Entry of the Crusaders in Constantinople by Eugene Delacroix
Entry of the Crusaders in Constantinople illustrates an episode of the Fourth Crusade (1202-4), organized under the impetus of Pope Innocent III. Turned away from their original goal - the
reconquest of the Holy Places which had been occupied by the Moslems since 1187 - the Christians, under the leadership of Count Baldwin of Flanders and the doge of Venice, Dandolo, seized
Constantinople, at the request of the emperor, Isaac II Angelus, who had been dethroned and whom they restored to power in July, 1203. A revolt forced them to lay siege to the city a second time,
and they sacked it on April 12, 1204. The territory was broken up and divided among the Crusade leaders, with Baldwin placed at the head of the ephemeral Latin Empire that lasted until 1261.
We can measure here the path traveled by the artist in twenty years, since The Massacre of Chios of 1824. As against scenes of pillage and carnage, Delacroix here preferred to depict the moment
when the weary warriors pause in the face of supplications and death, when violence begins to abate, and order is about to be restored.

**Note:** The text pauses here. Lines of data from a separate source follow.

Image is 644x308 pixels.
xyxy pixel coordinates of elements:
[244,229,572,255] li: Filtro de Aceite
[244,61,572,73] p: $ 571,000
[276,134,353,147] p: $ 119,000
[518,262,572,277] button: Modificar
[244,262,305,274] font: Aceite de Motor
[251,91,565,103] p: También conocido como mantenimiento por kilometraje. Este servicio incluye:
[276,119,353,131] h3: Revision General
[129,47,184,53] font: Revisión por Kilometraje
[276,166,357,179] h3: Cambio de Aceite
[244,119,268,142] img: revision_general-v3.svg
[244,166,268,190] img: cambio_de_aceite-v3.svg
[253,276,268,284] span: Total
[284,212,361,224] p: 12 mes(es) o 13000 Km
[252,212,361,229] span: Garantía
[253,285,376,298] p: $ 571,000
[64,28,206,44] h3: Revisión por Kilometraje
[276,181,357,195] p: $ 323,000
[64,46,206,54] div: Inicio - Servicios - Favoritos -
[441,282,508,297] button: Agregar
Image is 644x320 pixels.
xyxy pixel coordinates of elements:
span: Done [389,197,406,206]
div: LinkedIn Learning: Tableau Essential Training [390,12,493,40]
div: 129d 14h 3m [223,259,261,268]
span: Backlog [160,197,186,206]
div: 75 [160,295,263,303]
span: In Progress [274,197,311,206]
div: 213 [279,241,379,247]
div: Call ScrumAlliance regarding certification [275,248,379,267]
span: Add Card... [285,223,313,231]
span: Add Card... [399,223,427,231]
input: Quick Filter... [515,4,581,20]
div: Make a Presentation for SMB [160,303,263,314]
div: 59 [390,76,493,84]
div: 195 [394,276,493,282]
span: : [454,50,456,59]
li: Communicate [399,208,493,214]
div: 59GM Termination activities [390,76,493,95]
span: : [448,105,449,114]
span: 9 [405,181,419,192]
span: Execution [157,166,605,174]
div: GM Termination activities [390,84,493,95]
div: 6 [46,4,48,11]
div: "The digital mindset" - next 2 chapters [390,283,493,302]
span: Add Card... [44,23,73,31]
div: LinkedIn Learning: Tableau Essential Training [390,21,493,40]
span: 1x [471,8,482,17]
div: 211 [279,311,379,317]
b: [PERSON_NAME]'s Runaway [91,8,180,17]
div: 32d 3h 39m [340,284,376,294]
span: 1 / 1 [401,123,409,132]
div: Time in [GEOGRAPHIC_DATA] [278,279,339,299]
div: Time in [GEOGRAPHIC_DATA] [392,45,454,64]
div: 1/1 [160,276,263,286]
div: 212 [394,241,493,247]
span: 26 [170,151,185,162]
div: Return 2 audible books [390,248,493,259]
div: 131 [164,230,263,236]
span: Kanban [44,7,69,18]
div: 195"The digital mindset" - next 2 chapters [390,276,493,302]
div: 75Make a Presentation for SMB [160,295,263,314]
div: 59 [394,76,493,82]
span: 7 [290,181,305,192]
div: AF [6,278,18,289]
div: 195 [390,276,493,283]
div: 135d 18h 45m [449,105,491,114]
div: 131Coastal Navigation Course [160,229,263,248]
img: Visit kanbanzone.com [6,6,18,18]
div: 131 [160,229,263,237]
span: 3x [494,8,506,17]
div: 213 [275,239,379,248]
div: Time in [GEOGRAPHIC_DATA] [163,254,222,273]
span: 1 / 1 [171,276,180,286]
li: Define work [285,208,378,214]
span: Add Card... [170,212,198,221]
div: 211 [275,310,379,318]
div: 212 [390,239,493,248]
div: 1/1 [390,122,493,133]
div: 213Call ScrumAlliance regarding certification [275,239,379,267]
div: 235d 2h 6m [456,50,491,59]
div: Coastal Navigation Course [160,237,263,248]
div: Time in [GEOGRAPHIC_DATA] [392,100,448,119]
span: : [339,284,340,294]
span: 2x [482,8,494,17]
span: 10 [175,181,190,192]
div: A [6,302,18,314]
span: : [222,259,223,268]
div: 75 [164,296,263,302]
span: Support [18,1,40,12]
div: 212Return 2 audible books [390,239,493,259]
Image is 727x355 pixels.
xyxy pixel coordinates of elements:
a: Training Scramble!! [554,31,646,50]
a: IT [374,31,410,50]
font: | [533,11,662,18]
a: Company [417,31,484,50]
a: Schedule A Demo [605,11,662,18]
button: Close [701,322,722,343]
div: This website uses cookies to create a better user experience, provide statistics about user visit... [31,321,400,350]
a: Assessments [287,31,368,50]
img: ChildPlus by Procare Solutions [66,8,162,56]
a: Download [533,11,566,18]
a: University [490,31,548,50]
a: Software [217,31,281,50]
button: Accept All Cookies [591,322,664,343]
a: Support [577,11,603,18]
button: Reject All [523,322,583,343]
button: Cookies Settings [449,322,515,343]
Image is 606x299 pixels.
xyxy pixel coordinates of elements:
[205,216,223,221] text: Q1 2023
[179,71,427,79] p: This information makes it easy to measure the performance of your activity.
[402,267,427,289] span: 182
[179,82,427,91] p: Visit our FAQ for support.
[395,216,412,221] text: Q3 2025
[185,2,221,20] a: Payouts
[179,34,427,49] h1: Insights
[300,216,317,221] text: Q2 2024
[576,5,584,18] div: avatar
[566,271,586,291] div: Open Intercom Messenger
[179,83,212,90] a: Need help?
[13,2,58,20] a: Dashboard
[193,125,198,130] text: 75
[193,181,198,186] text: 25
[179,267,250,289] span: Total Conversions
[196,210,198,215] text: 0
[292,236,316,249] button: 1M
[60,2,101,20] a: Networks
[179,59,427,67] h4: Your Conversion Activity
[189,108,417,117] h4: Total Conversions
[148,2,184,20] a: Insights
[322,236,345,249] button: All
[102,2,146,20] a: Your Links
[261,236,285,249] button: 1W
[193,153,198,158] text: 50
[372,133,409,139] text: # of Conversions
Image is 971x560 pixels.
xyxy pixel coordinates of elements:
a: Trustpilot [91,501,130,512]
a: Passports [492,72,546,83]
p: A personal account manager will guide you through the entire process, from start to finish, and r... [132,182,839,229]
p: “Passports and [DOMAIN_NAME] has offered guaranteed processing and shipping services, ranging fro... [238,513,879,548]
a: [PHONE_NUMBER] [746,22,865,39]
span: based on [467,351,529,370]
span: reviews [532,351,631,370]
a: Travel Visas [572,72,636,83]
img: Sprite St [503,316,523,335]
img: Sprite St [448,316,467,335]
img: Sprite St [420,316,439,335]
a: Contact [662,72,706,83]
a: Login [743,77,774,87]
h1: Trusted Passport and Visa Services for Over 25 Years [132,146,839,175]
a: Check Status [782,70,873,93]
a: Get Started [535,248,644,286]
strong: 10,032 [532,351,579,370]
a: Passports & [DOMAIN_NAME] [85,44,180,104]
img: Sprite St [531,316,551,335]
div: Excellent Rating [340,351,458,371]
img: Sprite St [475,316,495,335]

A concern for balance dominates the composition, built of
groups given rhythm by the vertical lines; an obvious suggestion of Veronese's The Marriage at Carta reappears in the noble architecture of the columned portico at the left. It is moreover from
the Venetians that Delacroix learned this sumptuousness of expressive color, this sense of living light which floods the whole canvas and especially the wonderful background landscape of
Constantinople lying along the blue waters of the Golden Horn and the Bosphorus.